Using Census Bureau data, I calculate that medical devices were an increasing share of U.S. manufacturing during the recession years of 2007-2009, growing from 3.2 percent to 3.7 percent of national manufacturing employment and from 2.3 percent to 2.8 percent of national value of manufactured shipments. Value added grew from 3.7 percent to 4.4 percent of national value added, and capital expenditures grew from 2.6 percent to 2.9 percent of national manufacturing capital expenditures.

The positive trends of medical devices within the broader U.S. manufacturing sector from 2007 to 2009 were reversed between 2009 and 2011. During the latter period, the medical device manufacturers declined in importance as a share of every economic indicator. This decline in the relative importance of medical devices in U.S. manufacturing coincides exactly with the passage of the new tax on medical devices.

Excise taxes affect all firms, whether they are profitable or not. Loss-making firms will still owe the excise tax, so they could be in the peculiar position of paying taxes to the federal government while not making any profits themselves. The tax is especially harmful to companies that innovate, and so can suffer losses in the first years or whenever they invest in research and development for a new product.

Such a company might have large market share, but no profits, in the initial years after research takes place. Companies that innovate frequently have losses, but they would have to pay the tax anyway. Thus, the market share tax could be an unintentional tax on innovation, and innovation would move offshore.

American-domiciled firms are at a significant disadvantage compared to foreign competitors. Both small and large international firms are placed at a disadvantage relative to their foreign competitors.

Large companies will move jobs abroad or place a higher share of their new employment abroad as the relative profitability of sales in foreign markets increases.
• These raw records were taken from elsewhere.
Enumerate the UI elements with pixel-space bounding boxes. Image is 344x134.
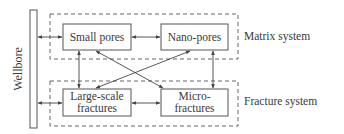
arrow-small-micro [96, 51, 163, 88]
diagram-canvas: Wellbore Matrix system Fracture system S… [0, 0, 344, 134]
node-micro-fractures: Micro- fractures [161, 89, 228, 116]
matrix-system-label: Matrix system [244, 30, 310, 43]
svg-text:Micro-: Micro- [179, 90, 211, 102]
arrow-nano-large [96, 51, 190, 88]
node-small-pores: Small pores [63, 24, 131, 50]
svg-text:Small pores: Small pores [70, 31, 125, 44]
svg-text:Nano-pores: Nano-pores [168, 31, 222, 44]
svg-text:fractures: fractures [77, 102, 118, 114]
fracture-system-label: Fracture system [244, 95, 317, 108]
node-large-scale-fractures: Large-scale fractures [63, 89, 131, 116]
wellbore: Wellbore [11, 10, 37, 128]
node-nano-pores: Nano-pores [161, 24, 228, 50]
wellbore-bar [30, 10, 37, 128]
svg-text:fractures: fractures [174, 102, 215, 114]
wellbore-label: Wellbore [11, 47, 25, 91]
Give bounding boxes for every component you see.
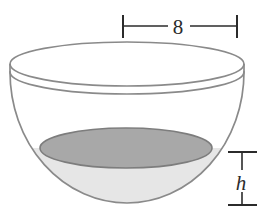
width-dimension: 8 [123,15,237,39]
bowl-diagram-svg: 8 h [0,0,264,215]
width-dimension-label: 8 [173,15,184,39]
height-dimension: h [228,152,257,205]
geometry-figure: 8 h [0,0,264,215]
liquid-surface-ellipse [40,128,212,168]
height-dimension-label: h [236,171,247,195]
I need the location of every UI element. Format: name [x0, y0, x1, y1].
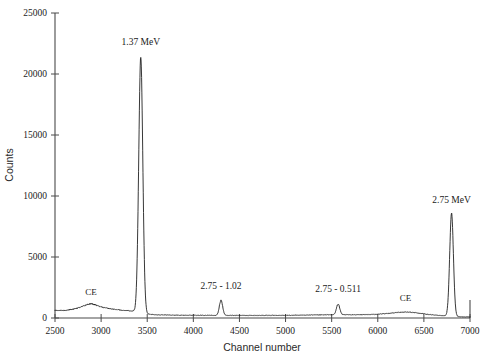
- x-tick-label: 6500: [414, 326, 433, 336]
- y-tick-label: 10000: [23, 191, 47, 201]
- x-tick-label: 2500: [46, 326, 65, 336]
- axis-lines: [55, 13, 470, 318]
- y-axis-ticks: 0500010000150002000025000: [23, 8, 59, 323]
- x-axis-title: Channel number: [223, 341, 301, 353]
- y-tick-label: 15000: [23, 130, 47, 140]
- x-tick-label: 4500: [230, 326, 249, 336]
- y-tick-label: 20000: [23, 69, 47, 79]
- x-tick-label: 6000: [368, 326, 387, 336]
- compton-edge-label: CE: [400, 293, 412, 303]
- photopeak-label: 2.75 MeV: [432, 195, 471, 205]
- x-tick-label: 5500: [322, 326, 341, 336]
- x-tick-label: 3500: [138, 326, 157, 336]
- y-tick-label: 0: [42, 313, 47, 323]
- spectrum-figure: 0500010000150002000025000 25003000350040…: [0, 0, 492, 360]
- double-escape-label: 2.75 - 1.02: [200, 281, 241, 291]
- compton-edge-label: CE: [85, 287, 97, 297]
- x-axis-ticks: 2500300035004000450050005500600065007000: [46, 314, 480, 336]
- x-tick-label: 3000: [92, 326, 111, 336]
- single-escape-label: 2.75 - 0.511: [315, 284, 361, 294]
- x-tick-label: 7000: [461, 326, 480, 336]
- x-tick-label: 4000: [184, 326, 203, 336]
- spectrum-plot: 0500010000150002000025000 25003000350040…: [0, 0, 492, 360]
- y-tick-label: 5000: [28, 252, 47, 262]
- y-tick-label: 25000: [23, 8, 47, 18]
- spectrum-trace: [55, 57, 470, 317]
- photopeak-label: 1.37 MeV: [122, 37, 161, 47]
- y-axis-title: Counts: [3, 148, 15, 181]
- x-tick-label: 5000: [276, 326, 295, 336]
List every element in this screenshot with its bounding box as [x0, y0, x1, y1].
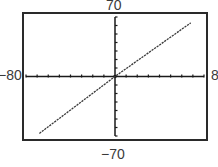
graph-window: [0, 0, 218, 167]
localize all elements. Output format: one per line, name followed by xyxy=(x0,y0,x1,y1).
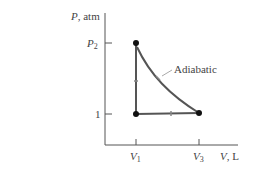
adiabatic-label: Adiabatic xyxy=(174,63,217,75)
adiabatic-path xyxy=(137,47,199,113)
isobaric-path xyxy=(136,113,199,114)
x-tick-label-v3: V3 xyxy=(193,150,204,164)
y-tick-label-p2: P2 xyxy=(86,37,98,51)
cycle-paths xyxy=(134,43,199,116)
y-axis-label: P, atm xyxy=(70,10,100,22)
x-axis-label: V, L xyxy=(220,150,239,162)
y-tick-label-1: 1 xyxy=(95,108,101,120)
state-point-3 xyxy=(196,110,202,116)
pv-diagram: P, atm P2 1 V1 V3 V, L Adiabatic xyxy=(0,0,261,170)
x-tick-label-v1: V1 xyxy=(130,150,141,164)
adiabatic-leader xyxy=(162,70,172,76)
state-point-1 xyxy=(133,40,139,46)
state-point-2 xyxy=(133,111,139,117)
state-points xyxy=(133,40,202,117)
axes xyxy=(105,13,238,145)
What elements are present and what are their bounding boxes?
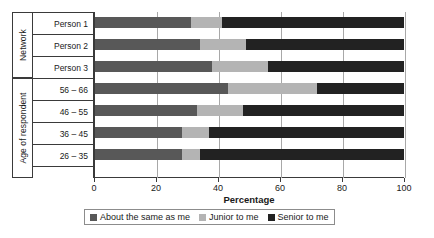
- x-axis-tick-label-100: 100: [396, 183, 411, 193]
- axis-group-label-age-of-respondent: Age of respondent: [18, 92, 28, 163]
- bar-row: [95, 78, 404, 100]
- bar-segment: [95, 17, 191, 28]
- bar-row: [95, 12, 404, 34]
- legend-swatch-icon-senior-to-me: [268, 214, 275, 221]
- bar-segment: [246, 39, 404, 50]
- legend-label-senior-to-me: Senior to me: [278, 212, 329, 222]
- legend-item-senior-to-me: Senior to me: [268, 212, 329, 222]
- bar-row: [95, 122, 404, 144]
- bar-row: [95, 100, 404, 122]
- legend: About the same as me Junior to me Senior…: [84, 209, 335, 225]
- legend-swatch-icon-about-the-same-as-me: [90, 214, 97, 221]
- category-label-56-66: 56 – 66: [33, 79, 93, 101]
- legend-swatch-icon-junior-to-me: [199, 214, 206, 221]
- plot-area: [94, 12, 404, 178]
- bar-segment: [209, 127, 404, 138]
- x-axis-title: Percentage: [94, 194, 404, 205]
- bar-segment: [191, 17, 222, 28]
- category-label-36-45: 36 – 45: [33, 123, 93, 145]
- bar-segment: [268, 61, 404, 72]
- x-axis-tick-label-60: 60: [275, 183, 285, 193]
- bar-row: [95, 56, 404, 78]
- axis-group-age-of-respondent: Age of respondent: [12, 78, 32, 178]
- x-axis-tick-label-0: 0: [91, 183, 96, 193]
- axis-group-label-network: Network: [18, 29, 28, 61]
- legend-item-junior-to-me: Junior to me: [199, 212, 259, 222]
- x-axis-tick-label-80: 80: [337, 183, 347, 193]
- bar-segment: [95, 105, 197, 116]
- bar-segment: [95, 149, 182, 160]
- bar-row: [95, 144, 404, 166]
- legend-label-about-the-same-as-me: About the same as me: [100, 212, 190, 222]
- x-axis-tick-80: [342, 178, 343, 182]
- category-label-person-1: Person 1: [33, 13, 93, 35]
- axis-group-network: Network: [12, 12, 32, 78]
- stacked-bar: [95, 17, 404, 28]
- x-axis-tick-60: [280, 178, 281, 182]
- x-axis-tick-20: [156, 178, 157, 182]
- bar-segment: [95, 61, 212, 72]
- category-label-26-35: 26 – 35: [33, 145, 93, 167]
- stacked-bar: [95, 39, 404, 50]
- bar-segment: [182, 127, 210, 138]
- x-axis-tick-40: [218, 178, 219, 182]
- x-axis-tick-label-40: 40: [213, 183, 223, 193]
- stacked-bar-chart: Network Age of respondent Person 1 Perso…: [0, 0, 434, 238]
- bar-segment: [95, 39, 200, 50]
- bar-segment: [200, 39, 246, 50]
- bar-segment: [317, 83, 404, 94]
- bar-segment: [95, 127, 182, 138]
- bar-segment: [197, 105, 243, 116]
- bar-row: [95, 34, 404, 56]
- x-axis-tick-0: [94, 178, 95, 182]
- stacked-bar: [95, 61, 404, 72]
- bar-segment: [212, 61, 268, 72]
- legend-item-about-the-same-as-me: About the same as me: [90, 212, 190, 222]
- stacked-bar: [95, 127, 404, 138]
- category-label-46-55: 46 – 55: [33, 101, 93, 123]
- category-label-person-3: Person 3: [33, 57, 93, 79]
- bar-segment: [228, 83, 318, 94]
- stacked-bar: [95, 83, 404, 94]
- bar-segment: [222, 17, 404, 28]
- bar-segment: [243, 105, 404, 116]
- x-axis-tick-100: [404, 178, 405, 182]
- stacked-bar: [95, 149, 404, 160]
- gridline-100: [405, 12, 406, 178]
- bar-segment: [200, 149, 404, 160]
- bar-segment: [182, 149, 201, 160]
- category-label-column: Person 1 Person 2 Person 3 56 – 66 46 – …: [32, 12, 94, 178]
- category-label-person-2: Person 2: [33, 35, 93, 57]
- x-axis-tick-label-20: 20: [151, 183, 161, 193]
- bar-segment: [95, 83, 228, 94]
- stacked-bar: [95, 105, 404, 116]
- legend-label-junior-to-me: Junior to me: [209, 212, 259, 222]
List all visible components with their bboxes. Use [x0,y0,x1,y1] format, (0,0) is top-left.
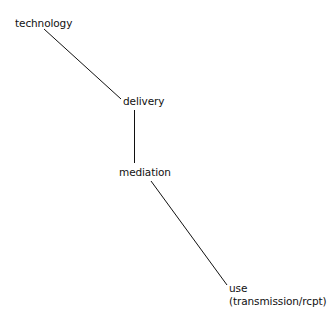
node-technology: technology [15,17,72,29]
node-use: use [229,282,247,294]
edge-mediation-use [151,181,227,285]
node-use-sublabel: (transmission/rcpt) [229,295,327,307]
node-mediation: mediation [119,166,171,178]
edge-technology-delivery [44,29,121,99]
node-delivery: delivery [123,95,164,107]
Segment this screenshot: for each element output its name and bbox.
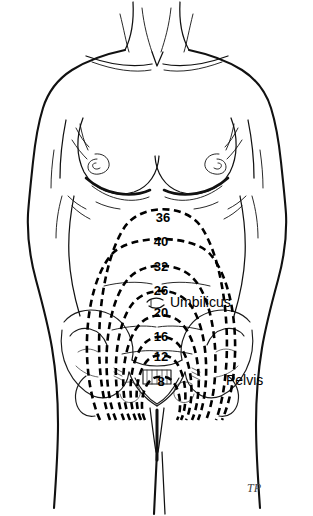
curve-label-36: 36 [156, 210, 170, 225]
curve-label-40: 40 [154, 234, 168, 249]
umbilicus-label: Umbilicus [170, 294, 231, 310]
pelvis-label: Pelvis [226, 372, 263, 388]
breast-contours [78, 118, 236, 200]
curve-label-20: 20 [154, 305, 168, 320]
curve-label-16: 16 [154, 329, 168, 344]
fundal-height-figure: 36 40 32 26 20 16 12 8 Umbilicus Pelvis … [0, 0, 313, 516]
curve-label-8: 8 [157, 374, 164, 389]
artist-signature: TP [247, 481, 262, 495]
curve-label-32: 32 [154, 259, 168, 274]
curve-label-12: 12 [154, 349, 168, 364]
anatomical-illustration: 36 40 32 26 20 16 12 8 Umbilicus Pelvis … [0, 0, 313, 516]
curve-label-26: 26 [154, 283, 168, 298]
costal-margin [68, 128, 246, 219]
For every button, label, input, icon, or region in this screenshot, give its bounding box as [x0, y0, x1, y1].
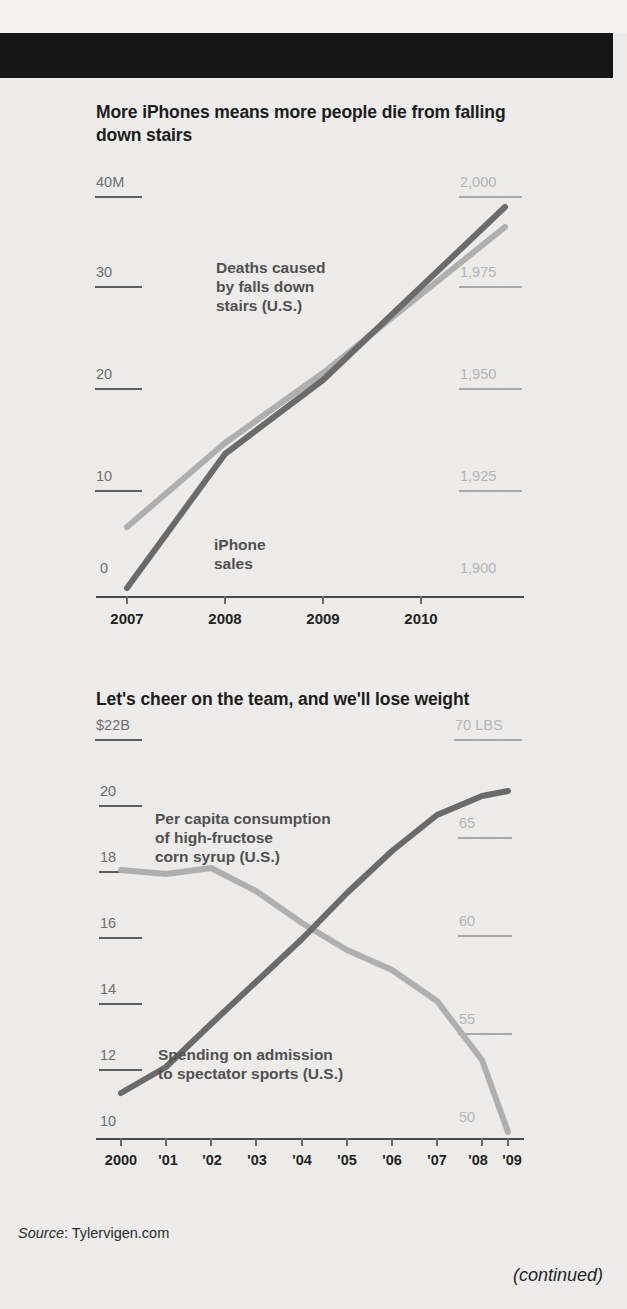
chart-2-x-axis: [96, 1138, 524, 1140]
chart-2-xtick-5: [346, 1138, 348, 1146]
chart-2-series-hfcs: [121, 868, 508, 1132]
chart-2-xlabel-5: '05: [327, 1152, 367, 1168]
chart-1-xlabel-0: 2007: [90, 610, 164, 627]
chart-1-xtick-1: [224, 596, 226, 604]
chart-1-xtick-0: [126, 596, 128, 604]
chart-2-xlabel-2: '02: [192, 1152, 232, 1168]
chart-2-xtick-9: [507, 1138, 509, 1146]
chart-2-spending-annotation: Spending on admission to spectator sport…: [158, 1045, 343, 1083]
continued-label: (continued): [513, 1265, 603, 1286]
chart-2-xlabel-0: 2000: [95, 1152, 147, 1168]
chart-2-xlabel-6: '06: [372, 1152, 412, 1168]
chart-1-xlabel-2: 2009: [286, 610, 360, 627]
chart-1-iphone-annotation: iPhone sales: [214, 535, 266, 573]
chart-2-xtick-7: [436, 1138, 438, 1146]
source-value: Tylervigen.com: [72, 1225, 170, 1241]
chart-1-xtick-2: [322, 596, 324, 604]
chart-2-xlabel-7: '07: [417, 1152, 457, 1168]
chart-2-xtick-4: [301, 1138, 303, 1146]
chart-1-xlabel-1: 2008: [188, 610, 262, 627]
chart-2: $22B 20 18 16 14 12 10 70 LBS 65 60 55 5…: [0, 705, 627, 1185]
page-top-margin: [0, 0, 627, 33]
chart-1-deaths-annotation: Deaths caused by falls down stairs (U.S.…: [216, 258, 325, 315]
chart-1-xtick-3: [420, 596, 422, 604]
chart-1-x-axis: [96, 596, 524, 598]
source-line: Source: Tylervigen.com: [18, 1225, 169, 1241]
chart-2-xlabel-4: '04: [282, 1152, 322, 1168]
chart-2-xtick-3: [255, 1138, 257, 1146]
chart-2-xtick-1: [165, 1138, 167, 1146]
scanned-page: More iPhones means more people die from …: [0, 0, 627, 1309]
source-prefix: Source: [18, 1225, 64, 1241]
source-separator: :: [64, 1225, 72, 1241]
chart-2-xlabel-1: '01: [148, 1152, 188, 1168]
chart-2-xlabel-3: '03: [237, 1152, 277, 1168]
chart-1-title: More iPhones means more people die from …: [96, 101, 526, 147]
chart-1-plot: [0, 160, 627, 635]
header-black-bar: [0, 33, 613, 78]
chart-2-xtick-2: [210, 1138, 212, 1146]
chart-1: 40M 30 20 10 0 2,000 1,975 1,950 1,925 1…: [0, 160, 627, 635]
chart-2-hfcs-annotation: Per capita consumption of high-fructose …: [155, 809, 331, 866]
chart-2-xtick-6: [391, 1138, 393, 1146]
chart-2-xtick-0: [120, 1138, 122, 1146]
chart-2-xtick-8: [481, 1138, 483, 1146]
chart-1-xlabel-3: 2010: [384, 610, 458, 627]
chart-2-xlabel-9: '09: [492, 1152, 532, 1168]
chart-2-plot: [0, 705, 627, 1185]
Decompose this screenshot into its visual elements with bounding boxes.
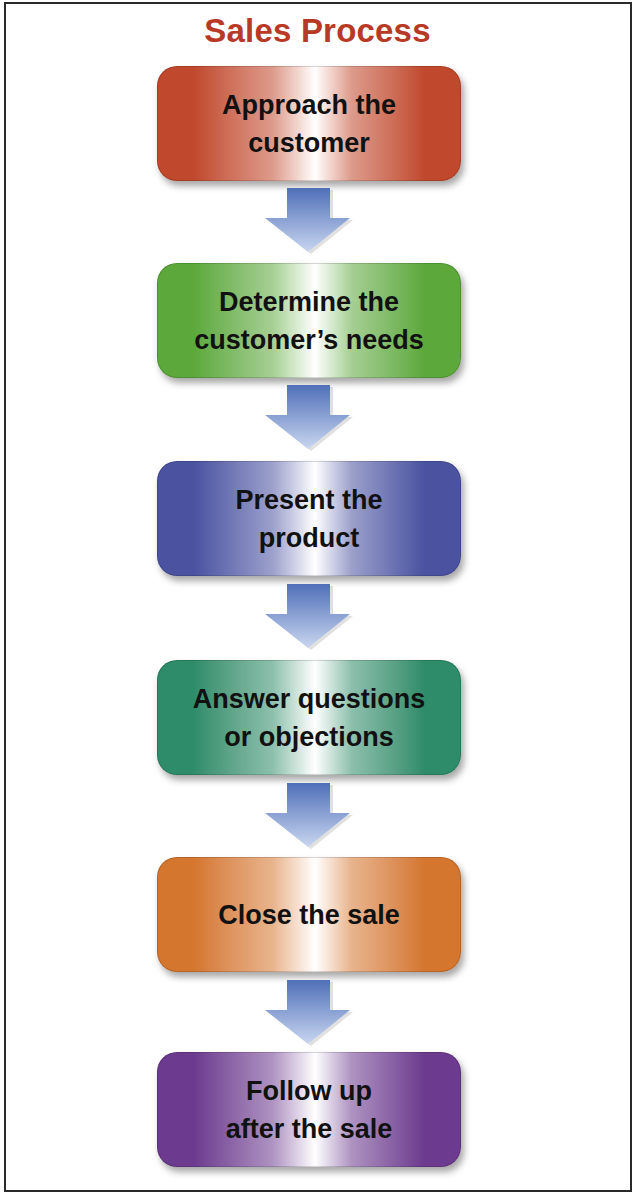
step-label: Close the sale xyxy=(208,896,410,934)
down-arrow-icon xyxy=(262,385,354,451)
step-follow-up: Follow up after the sale xyxy=(157,1052,461,1167)
step-label: Determine the customer’s needs xyxy=(184,283,434,359)
down-arrow-icon xyxy=(262,584,354,650)
step-label: Answer questions or objections xyxy=(183,680,436,756)
step-answer-questions: Answer questions or objections xyxy=(157,660,461,775)
step-label: Present the product xyxy=(225,481,392,557)
down-arrow-icon xyxy=(262,783,354,849)
step-label: Approach the customer xyxy=(212,86,406,162)
step-close-sale: Close the sale xyxy=(157,857,461,972)
step-present-product: Present the product xyxy=(157,461,461,576)
step-determine-needs: Determine the customer’s needs xyxy=(157,263,461,378)
down-arrow-icon xyxy=(262,188,354,254)
diagram-title: Sales Process xyxy=(0,12,635,50)
step-approach-customer: Approach the customer xyxy=(157,66,461,181)
down-arrow-icon xyxy=(262,980,354,1046)
step-label: Follow up after the sale xyxy=(216,1072,403,1148)
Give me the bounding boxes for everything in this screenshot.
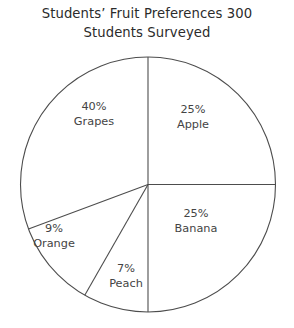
pie-chart-figure: Students’ Fruit Preferences 300 Students… bbox=[0, 0, 294, 328]
pie-chart-graphic bbox=[0, 0, 294, 328]
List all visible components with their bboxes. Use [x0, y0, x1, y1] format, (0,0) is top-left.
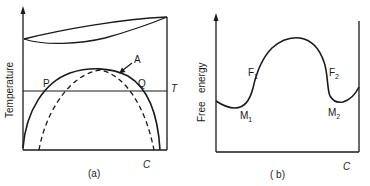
panel-a-label-q: Q — [138, 78, 146, 89]
panel-b-label-m2: M2 — [328, 107, 340, 120]
panel-a-label-a: A — [134, 54, 141, 65]
panel-a-label-p: P — [43, 78, 50, 89]
panel-a-y-axis-arrow-icon — [21, 6, 26, 14]
panel-b-label-f2-sub: 2 — [335, 73, 339, 80]
panel-b-label-f2: F2 — [329, 67, 339, 80]
phase-diagram-figure: Temperature P Q T A C (a) Free energy F1… — [0, 0, 370, 186]
panel-b-label-m2-sub: 2 — [336, 113, 340, 120]
panel-a-arrow-a — [123, 63, 132, 70]
panel-a-liquidus-curve — [24, 17, 167, 39]
panel-b — [214, 13, 360, 152]
panel-b-caption: ( b) — [270, 169, 285, 180]
panel-b-y-axis-label: Free energy — [196, 63, 207, 122]
panel-b-label-f1-sub: 1 — [254, 73, 258, 80]
panel-a-solidus-curve — [24, 17, 167, 43]
panel-b-label-m1-sub: 1 — [248, 116, 252, 123]
panel-b-y-axis-arrow-icon — [214, 13, 219, 21]
panel-b-label-m1: M1 — [240, 110, 252, 123]
panel-b-x-axis-label: C — [343, 161, 351, 172]
panel-a-label-t: T — [171, 83, 178, 94]
panel-b-label-m2-base: M — [328, 107, 336, 118]
panel-a-y-axis-label: Temperature — [4, 61, 15, 118]
panel-b-label-f1: F1 — [248, 67, 258, 80]
panel-a-caption: (a) — [88, 168, 100, 179]
panel-b-label-m1-base: M — [240, 110, 248, 121]
panel-a-x-axis-label: C — [143, 159, 151, 170]
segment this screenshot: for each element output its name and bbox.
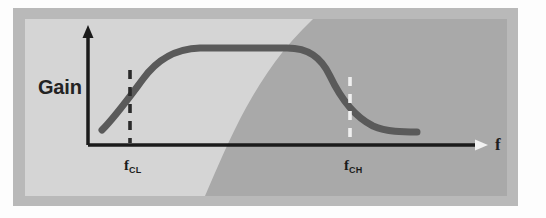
y-axis-label: Gain xyxy=(38,76,82,99)
figure-container: Gain f fCL fCH xyxy=(0,0,546,218)
tick-label-fch-subscript: CH xyxy=(349,165,363,175)
y-axis-arrowhead xyxy=(83,25,94,38)
x-axis-arrowhead xyxy=(475,140,488,151)
tick-label-fch: fCH xyxy=(344,157,363,175)
plot-drawing xyxy=(25,19,507,196)
tick-label-fcl: fCL xyxy=(124,157,142,175)
tick-label-fcl-subscript: CL xyxy=(129,165,142,175)
gain-curve xyxy=(102,48,417,132)
x-axis-label: f xyxy=(495,135,501,155)
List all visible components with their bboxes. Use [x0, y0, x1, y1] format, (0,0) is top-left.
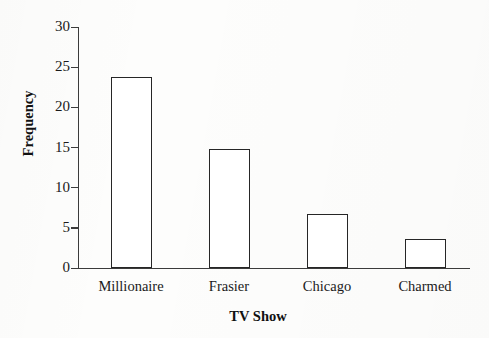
- x-axis-line: [78, 268, 470, 269]
- y-tick-mark: [71, 268, 78, 269]
- y-tick-label: 25: [55, 59, 70, 74]
- y-tick-label: 0: [63, 260, 71, 275]
- y-tick-mark: [71, 187, 78, 188]
- x-tick-label: Charmed: [365, 278, 485, 295]
- y-tick-label: 5: [63, 220, 71, 235]
- bar-chart: 051015202530 MillionaireFrasierChicagoCh…: [0, 0, 489, 338]
- y-tick-mark: [71, 227, 78, 228]
- y-tick-label: 20: [55, 99, 70, 114]
- y-tick-mark: [71, 107, 78, 108]
- x-axis-title: TV Show: [0, 308, 489, 325]
- bar: [307, 214, 348, 268]
- y-axis-line: [78, 27, 79, 269]
- y-tick-mark: [71, 67, 78, 68]
- bar: [209, 149, 250, 268]
- y-tick-label: 30: [55, 19, 70, 34]
- y-axis-title: Frequency: [20, 64, 37, 184]
- bar: [111, 77, 152, 268]
- y-tick-mark: [71, 147, 78, 148]
- y-tick-label: 15: [55, 140, 70, 155]
- bar: [405, 239, 446, 268]
- y-tick-label: 10: [55, 180, 70, 195]
- y-tick-mark: [71, 27, 78, 28]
Start-up companies will increasingly locate abroad rather than in the United States.

It's no surprise that Congress is changing its mind about the medical device tax, just as it changed its mind in 1993 about the 10 percent luxury tax on yachts, passed in 1990, which hurt the boat-building industry in New England.

With employment shrinking in the medical device industry, and a majority of members of Congress voting against the tax, the big question is not if the medical device tax will be repealed, but when.